European austerity by the numbers: in or out of the euro zone today’s figures are grim.

The World

The European economic numbers flow across my computer screen, not quite as quickly as the ticker tape crawl at CNBC or Bloomberg, but there are a lot of them and virtually every one is bad. And in or out of the euro zone, they all point to the same thing: austerity isn't working.

In Greece: the economy contracted by 7 percent in the last quarter. Since austerity budgets began to be implemented two years ago Greece's debt had jumped from 115 percent of GDP to 166 percent of GDP, the Guardian reports.

In Britain: Unemployment is at 8.4 percent according to the Office of National Statistics, a 16 year high (I have reported on other sources of unemployment statistics here).

As in the U.S. today's overall British unemployment number tells only part of the story. The crucial figure, as reported in the Daily Telegraph, is this: "A record number of people are working part-time because they cannot find full-time jobs – up by 83,000 over the latest quarter to 1.35 million."

In Germany: it was officially confirmed that the economy contracted by 0.2 percent in the last quarter of 2011 – although this contract was smaller than had been predicted by economists.

In Italy: GDP declined 0.7 Percent in the last quarter. This follows a 0.2 percent decline in the third quarter of 2011 officially placing Italy in recession.

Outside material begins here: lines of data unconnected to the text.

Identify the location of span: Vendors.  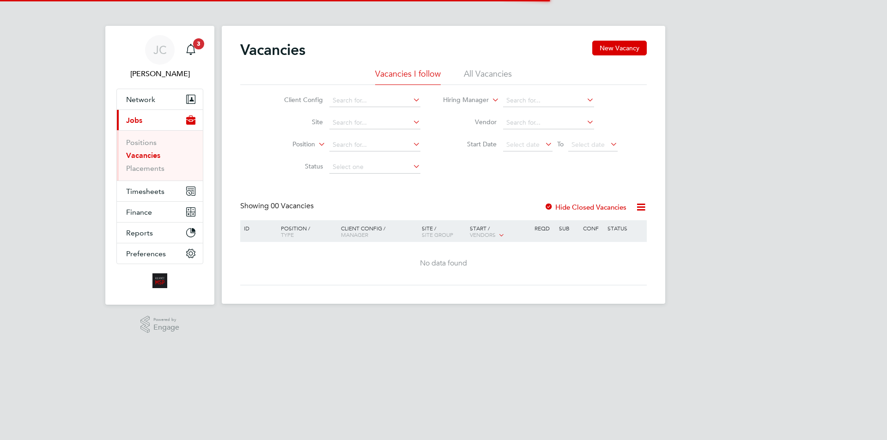
(483, 235).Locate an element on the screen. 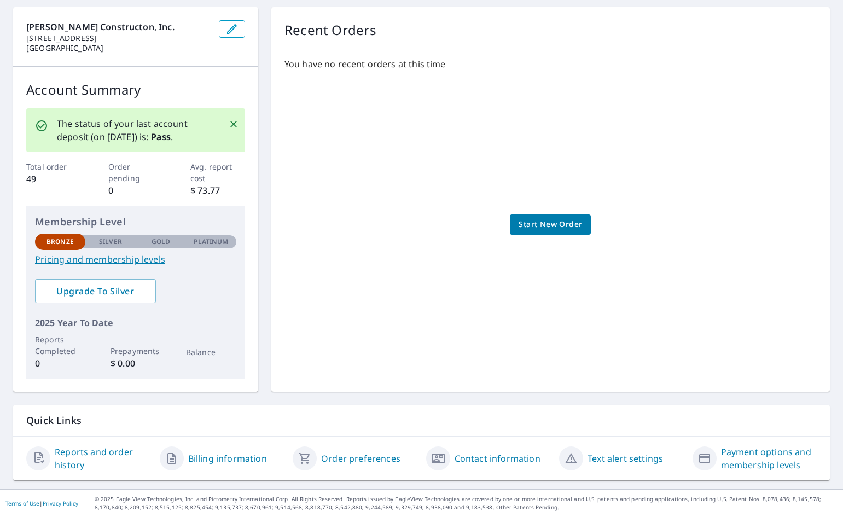  a: Pricing and membership levels is located at coordinates (136, 259).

In the Netherlands: The economy also declined by 0.7 percent, the second quarter in a row of negative growth so it to is now in recession.

In France: the negative trend was bucked with the French economy actually expanding by 0.2 percent in the last quarter.

The last bit of news confirms the reverse curse of the credit downgrade. Just as the U.S. economy has steadily improved since it lost its Standard & Poor's AAA rating, so France's bond yields and virtually all economic indicators have improved since S&P downgraded it late last year.